Cancers are often managed by surgical removal of the tumour. However, as many as half the patients who undergo this procedure to treat colon cancer will develop liver metastasis. Metastasis occurs when cancer cells break away from the primary tumour site and enter the bloodstream, spreading to other parts of the body. It is usually this recurrence of cancer that is fatal for patients.
"Metastatic cancer is harder to treat than primary cancer -- about 80 per cent of patients diagnosed with colon cancer that metastasizes to the liver are inoperable," explains Dr. Peter Metrakos, lead author of the study and director of the Multi-Organ Transplant Program and of Hepatopancreatobiliary Surgery. "Chemotherapy has been able to prolong the lives of these patients, but it has not been able to provide a cure. If we can stop the metastasis, we have a better chance of curing patients."
In an attempt to stop metastatic growth, scientists have focused on angiogenesis -- a well-known mechanism by which cancer cells generate new blood vessels in order to grow. In the last decade, researchers have developed drugs to target this process. It seemed obvious that if you block the ability of the tumour to obtain blood -- its oxygen and nutrients - you would be able to slow the tumour growth, if not kill it completely. Surprisingly, these drugs, called anti-angiogenic treatments, have succeeded in slowing the growth of some cancers, but they have not successfully increased patient survival.

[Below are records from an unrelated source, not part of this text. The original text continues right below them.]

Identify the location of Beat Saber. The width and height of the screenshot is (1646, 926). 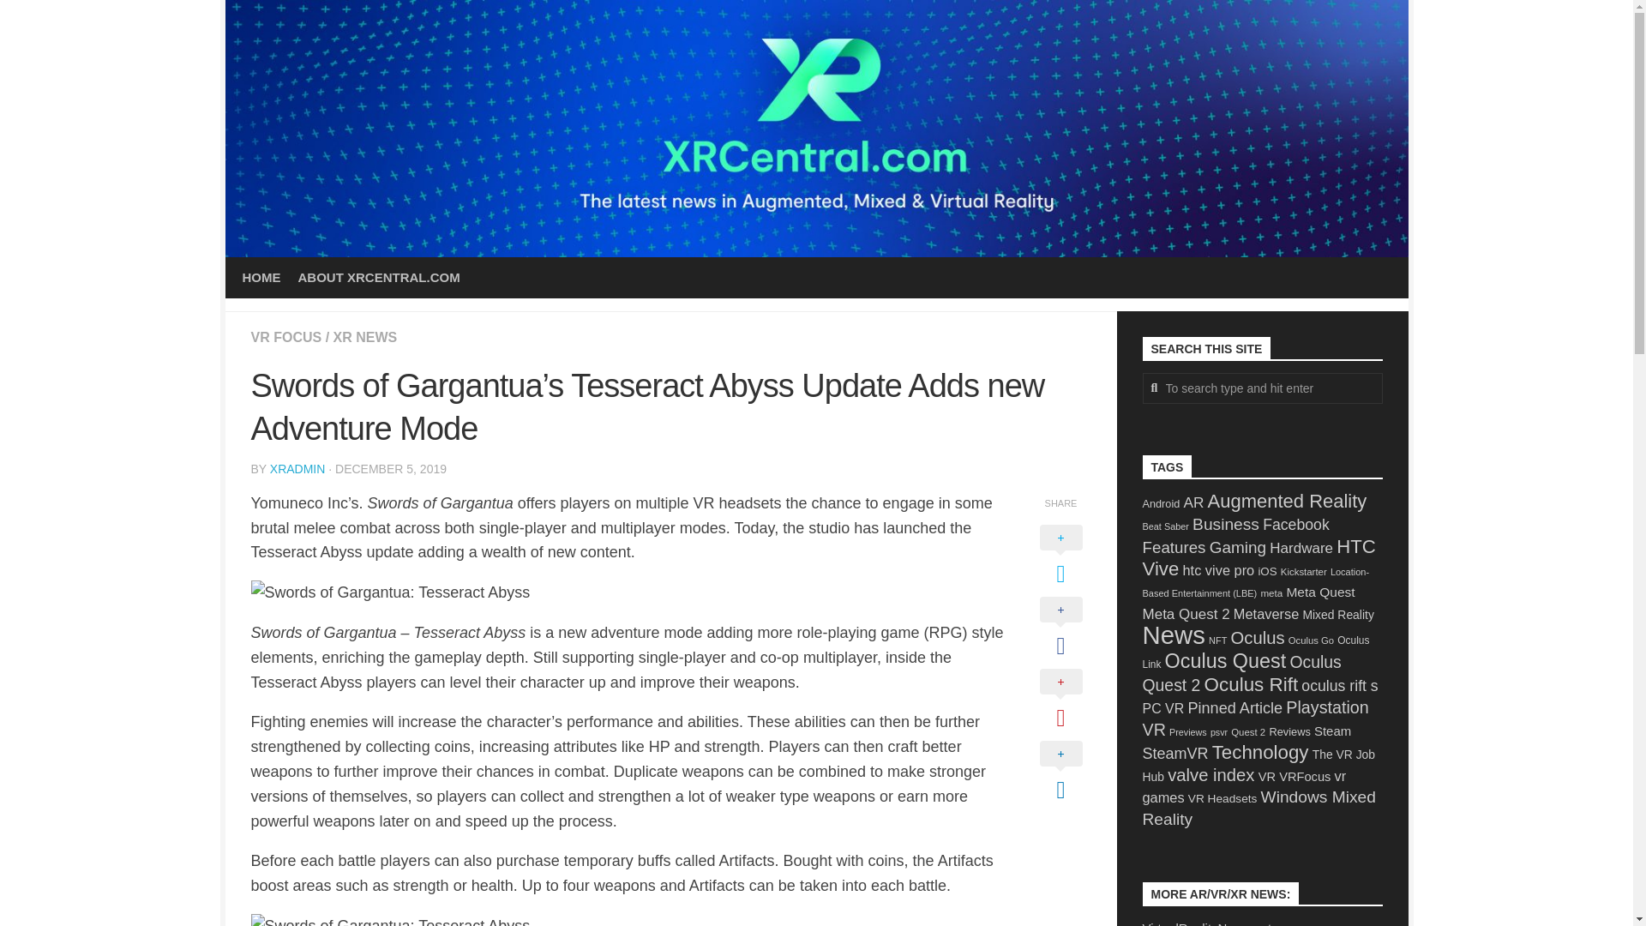
(1165, 526).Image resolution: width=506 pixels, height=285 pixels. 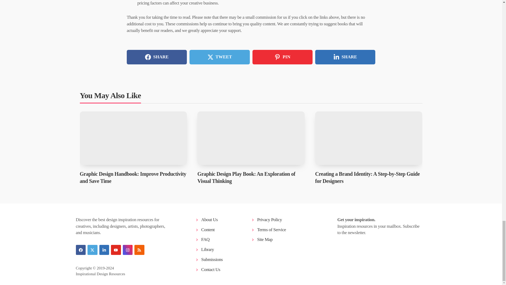 I want to click on instagram, so click(x=128, y=249).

"We were treating all patients as if they were generating new blood vessels, but our research has revealed that roughly 40-45 per cent of tumours derive their blood supplies from new blood vessels, and another 40-45 per cent derive their blood supplies by co-opting existing blood vessels of the liver to draw their blood, which explains why existing therapies that target new blood vessels are not working as well as predicted," says Dr. Metrakos. "We thought tumours always generated the growth of new blood vessels but in some cases what they are doing is a little sneakier: the cancer cells surround the existing blood vessels of the liver to draw their blood supply. We need to select our patients based on how their cancers obtain their blood supply and stratify them for the right treatment, essentially personalizing medicine."
Dr. Metrakos's team has also done some preliminary work on other solid tumours. More research is needed, but the initial data show that the same observations of access to blood supply could be true in other tumours such as brain and lung cancer, renal cell carcinoma and many others.